EDD Help Center Step-by-step digital walkthroughs, checklists, and EDD-approved guides that prevent the mistakes that cause denials. Learn more
Automated Dialer Access Our system does the hold time for employees — connecting them to a live EDD representative up to 8× faster than calling alone.
Live Screen-Share Guidance Employees can book a real-time walkthrough with their Larkin administrator — from login to submission, someone's right there with them.
25+ Years of California Claims Experience Over 172,000 California claims administered. We've seen every mistake and built tools to prevent them.
Problem 06

Balancing urgent cases with long-term program strategy

Managing leave often means solving two problems at once: today's crisis and next year's policy gaps.

HR teams rarely have the luxury of focusing on one thing at a time. Complex intermittent leave claims, accommodation requests, and employee escalations are happening alongside benefit renewal planning, policy redesign, and workforce changes. The challenge isn't just finding a partner who can handle the day-to-day, it's finding one who can also think three steps ahead.

Model 1
The Big Generalist
  • Optimized for transactional volume
  • Reliable at processing claims
  • Rarely steps into strategic program advisory unless the client pushes hard for it — and even then, the depth is limited
Model 2
The Tech-First Platform
  • Workflow automation can free up HR time
  • Strategic guidance — the "what should we be doing differently?" — isn't part of the product
Model 3
The High-Touch Expert
  • A dedicated client services manager stays connected to your goals
  • Handles the immediate while helping you build toward the future
  • Policy refinement, workforce trend insights, and readiness planning come standard
The signal to watch for

"If your provider hasn't made a single unprompted recommendation in six months, ask yourself: are they building with you, or just processing for you?"

Problem 07

Surprise costs and operational lock-in

Leave programs change. When your vendor isn't flexible — or starts charging for every adjustment — the costs compound fast.

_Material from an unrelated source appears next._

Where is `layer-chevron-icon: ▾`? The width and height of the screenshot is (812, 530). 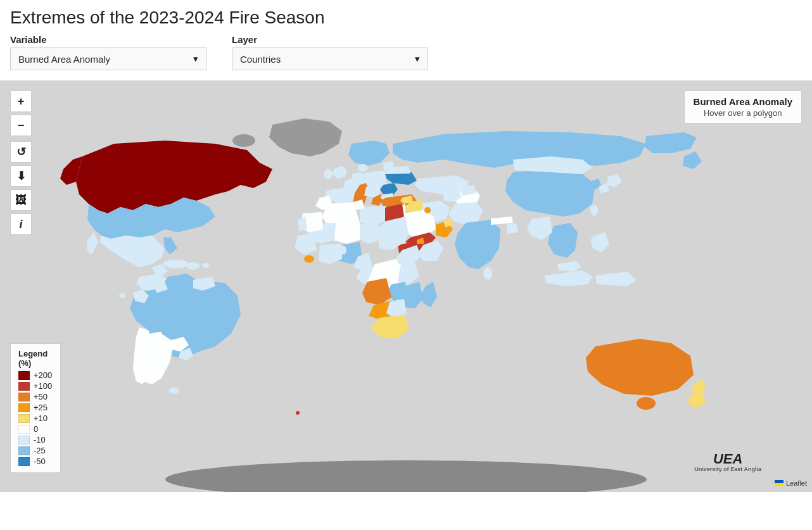 layer-chevron-icon: ▾ is located at coordinates (417, 59).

Business conditions change. Mergers, acquisitions, policy overhauls, benefit strategy pivots — all of these require a leave administration partner who can adapt without penalty. When vendors build in implementation fees for every change, or tie your leave management to a bundled insurance carrier relationship, your flexibility disappears. So does your leverage.

Model 1
The Big Generalist
  • Often bundled with insurance relationships, limiting your ability to shop alternatives
  • System changes and policy updates can trigger additional fees
  • The bigger the provider, the harder to get them to move quickly when your needs change
Model 2
The Tech-First Platform
  • Platform costs can escalate as users, integrations, or modules are added
  • Flexibility may exist in theory — but deep configuration changes often require implementation teams and additional spend
  • Lock-in can be just as real as with legacy providers
Model 3
The High-Touch Expert
  • Independent of insurance carrier bundles — your leave program is always in your interest, not the carrier's
  • Transparent pricing
  • A partner who works with your broker to align costs with actual needs
  • No surprises when your program evolves
The signal to watch for

"If pricing surprises keep appearing — or you're told a policy update is 'out of scope' — it's worth asking whether your current partner is actually set up to grow with you."

The model that holds up is the one that keeps a real person in the loop.

Big generalists can be reliable for simple, stable programs. Tech-first platforms offer compelling automation and dashboards. But when your workforce is complex, your compliance exposure is real, your employees need human support, and your leave program needs to continuously improve — the difference is who's actually doing the work.

High-touch, expert-led partners do more than process claims. They deliver compliance guidance, protect employees through difficult moments, generate reporting that actually drives decisions, and build leave programs that get better over time. That's the difference worth evaluating.

Ready to see what high-touch actually looks like?

Let's talk about what your leave program needs — and how Larkin's approach is different from what you're probably used to.